I've never had a problem like this either. That's why I posted this, LOL. The trem ground is good; it's not a cold joint, and the guitar has zero other electrical issues - I would expect problems elsewhere too if it were a bad joint. The Delrin ring appears (to me) to sometimes get in the way of the arm staying grounded; I can't think of anything else that would explain this and be fixed by the kludge I put in. You would not normally notice this because your hands would be on the strings but if your hand is only on the trem arm and you have high gain there's plainly something going on, though it's quiet and it's activated by trem usage.
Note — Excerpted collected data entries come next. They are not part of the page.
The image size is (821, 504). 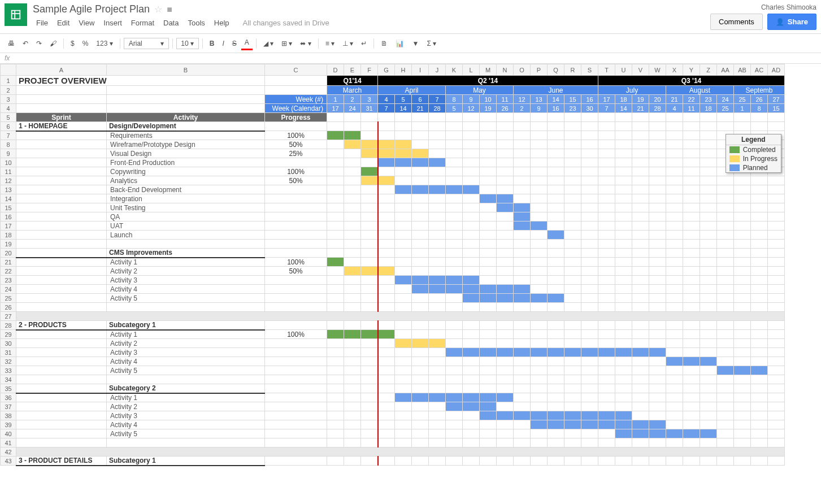 What do you see at coordinates (62, 127) in the screenshot?
I see `cell: 1 - HOMEPAGE` at bounding box center [62, 127].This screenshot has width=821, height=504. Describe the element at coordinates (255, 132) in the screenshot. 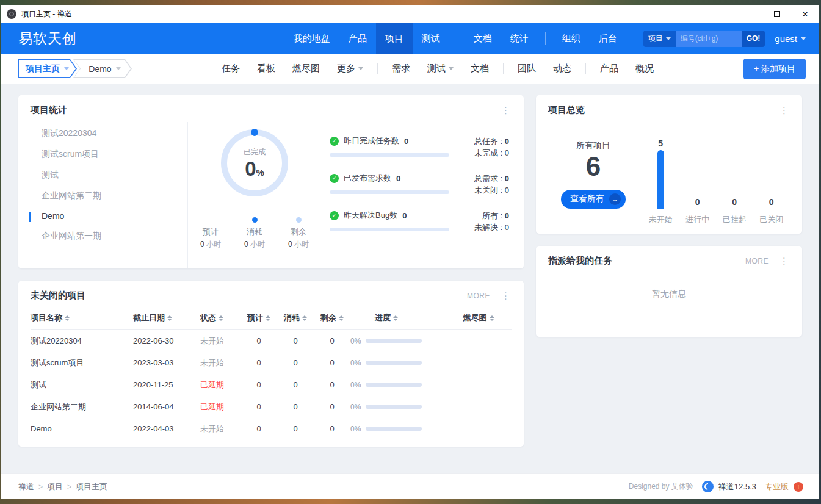

I see `donut-progress-dot` at that location.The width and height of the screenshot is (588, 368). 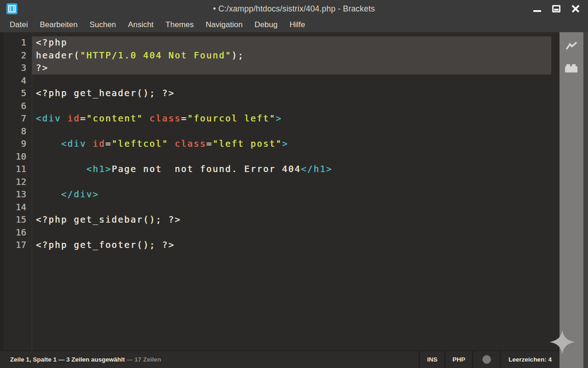 What do you see at coordinates (15, 68) in the screenshot?
I see `line-number: 3` at bounding box center [15, 68].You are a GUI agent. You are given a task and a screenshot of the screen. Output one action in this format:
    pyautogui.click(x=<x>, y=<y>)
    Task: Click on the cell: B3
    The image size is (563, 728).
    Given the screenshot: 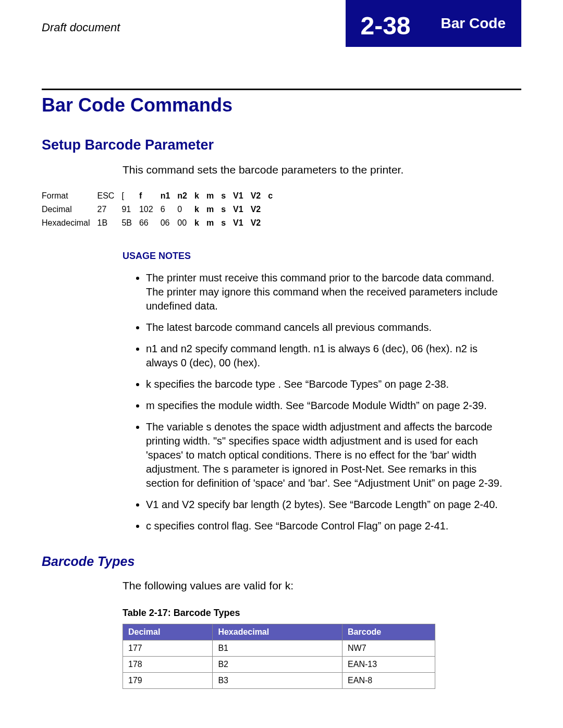 What is the action you would take?
    pyautogui.click(x=277, y=681)
    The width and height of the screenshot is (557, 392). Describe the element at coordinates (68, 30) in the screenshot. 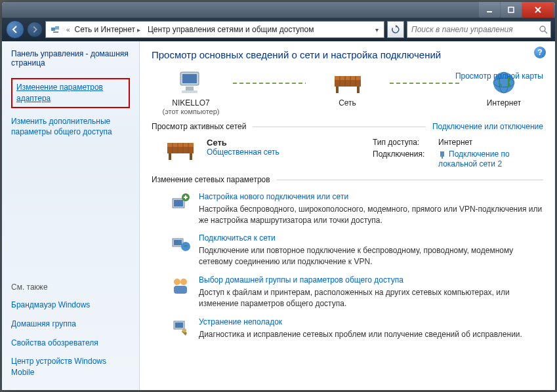

I see `breadcrumb-root-arrow: «` at that location.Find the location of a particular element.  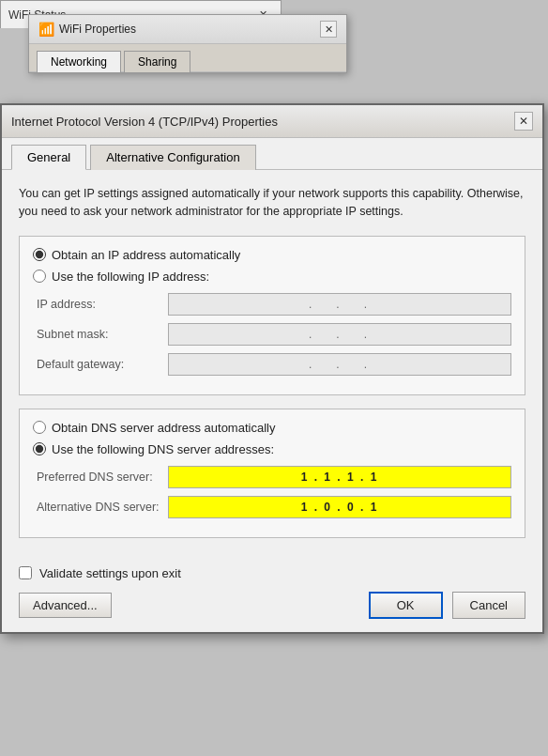

subnet-mask-input is located at coordinates (340, 334).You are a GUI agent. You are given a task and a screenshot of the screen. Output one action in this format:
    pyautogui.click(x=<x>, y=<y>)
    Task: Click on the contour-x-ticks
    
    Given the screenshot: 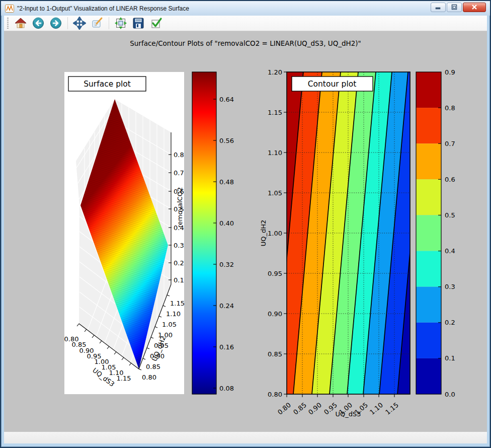 What is the action you would take?
    pyautogui.click(x=341, y=396)
    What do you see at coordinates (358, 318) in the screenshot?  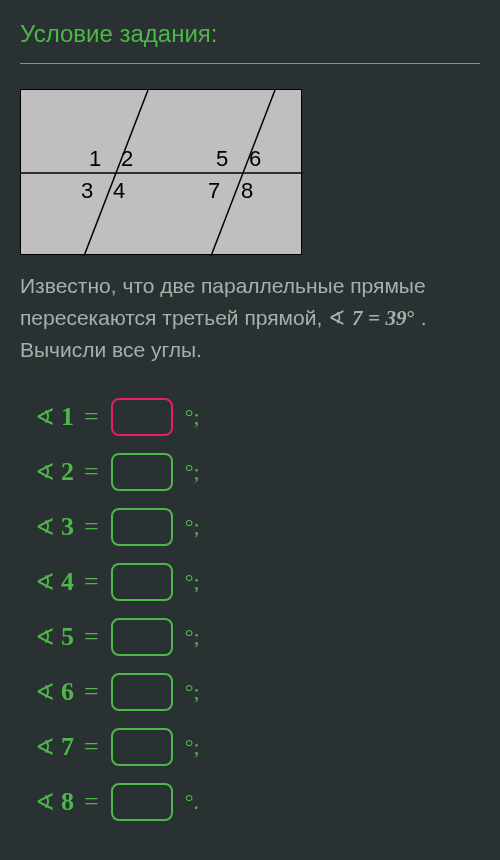 I see `desc-given-angle: 7` at bounding box center [358, 318].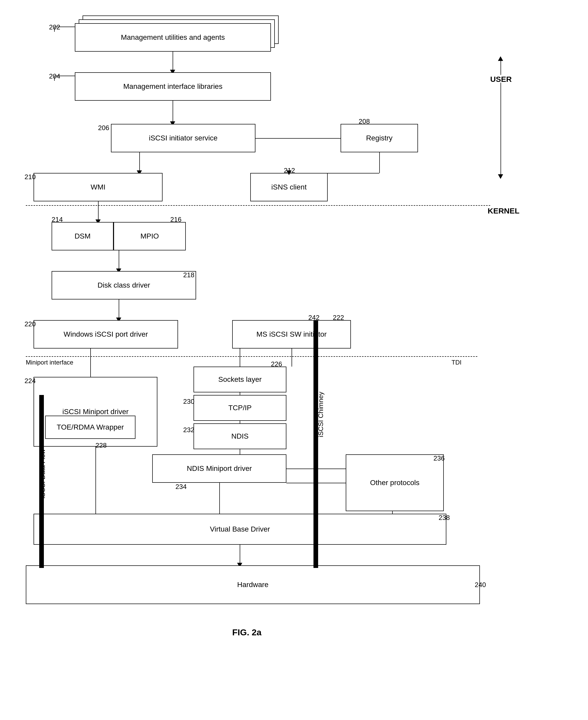 The image size is (588, 720). Describe the element at coordinates (379, 138) in the screenshot. I see `registry-label: Registry` at that location.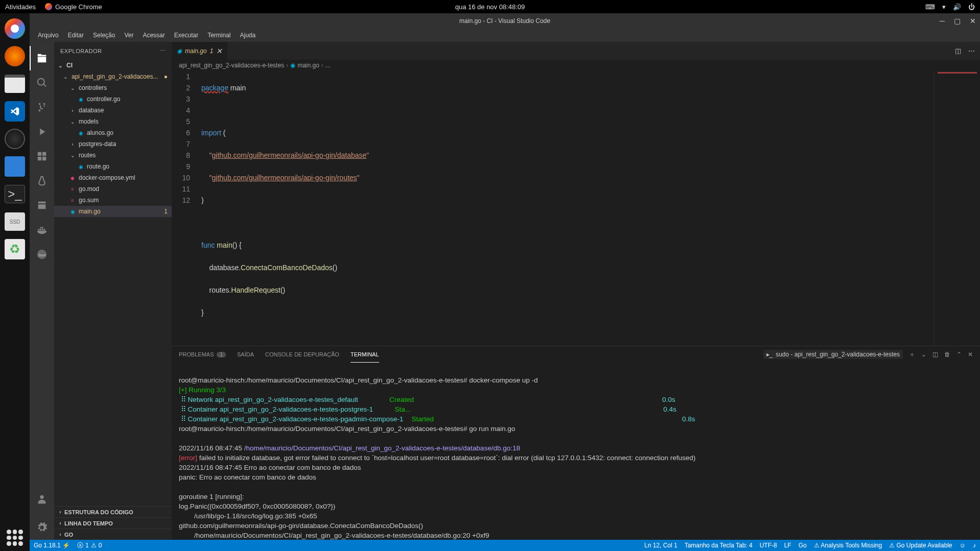  Describe the element at coordinates (15, 249) in the screenshot. I see `dock-trash: ♻` at that location. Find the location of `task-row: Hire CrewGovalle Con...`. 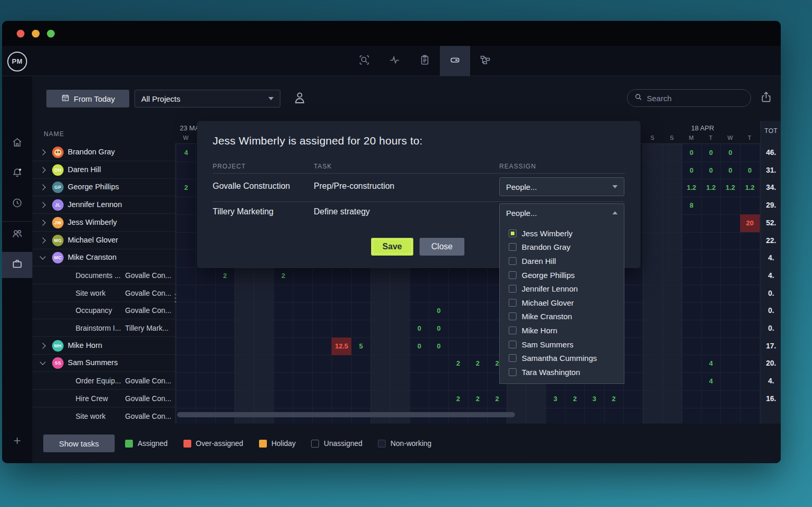

task-row: Hire CrewGovalle Con... is located at coordinates (104, 399).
Somehow, I always seem be be able to find some weird problem that nobody's ever seen.  :laughing7:
 
Addendum: I could, of course, be totally wrong about the Delrin ring causing this; it's just that that's the only idea I've had so far. It really doesn't make any sense to me.
 
Tyrannocaster said:
Somehow, I always seem be be able to find some weird problem that nobody's ever seen.  :laughing7:

You, Sir, have a gift.  You should get into the testing field and find all the stupid bugs that are out in the world.
 
i went back and reflowed the solder joint on the claw, although it looked fine to me. I am playing and working on a project now so it will have to wait for me to take my kludge off; it involves loosening the upper E so I can get under its spring with the ground braid.
 
Have you checked your grounding and grounding wires for continuity. It would not be the first time a broken wire that appears intact could be to blame.
 
stratamania said:
Have you checked your grounding and grounding wires for continuity. It would not be the first time a broken wire that appears intact could be to blame.

Yes, I looked it all over yesterday when I had it apart to swap loaded pickguards. It's done the same thing with two different loaded pgs, and at least one of them had no such issue in the other guitar. I will check the one I just took out of the Warmoth when I put that one in one of my other bodies, possibly later today, but I really don't think that's it.

It's just a really weird thing! You'd never notice it live, but I do a lot of recording and everything is under a magniscope there. Like, if you're using some gain and you hit a chord and trem-warble it as it fades; when it gets softer you can hear it - when it's happening. It was driving me nuts before I put the braid kludge on it.
 
The Braid Kludge, sounds like a good name for something  :eek:ccasion14:

Anyway hope you get to the bottom of it, I am not a fan of noise myself.
 
Just chiming in almost 2 years later because I thought it was important to let OP know they're not going crazy, contrary to the other posts in this thread.

This seems to happen with tremolos which have some sort of nylon sleeve which helps affix the tremolo arm to the tremolo. For me, it happens on my Wilkinson WVS1302p, Gotoh 510, and Wilkinson Gotoh VS100N. It doesn't happen on my Ibanez tremolo which has a metal nut to affix it. Why it happens is because when using the bar, the bar itself moves within the tremolo block, intermittently losing physical connection with the bottom of the tremolo. Since the nylon sleeve is not conductive, once the tremolo arm loses contact with the bottom of the tremolo, it's no longer grounded.

Most guitarists won't notice this, but if you play in an environment where random noises are unacceptable (e.g., jazz big band) or do a lot of recording, then yes, this is annoying! If you want to hear it and have a tremolo with a nylon sleeve like this, just put some gain (but not too much!) on and wiggle the trem bar (without grounding the strings with your hand).

I've lived with it for years, and when I do recording and this is an issue I just temporarily ran a small piece of copper foil from the bar to the tremolo haha...but I think I will try OPs suggestion.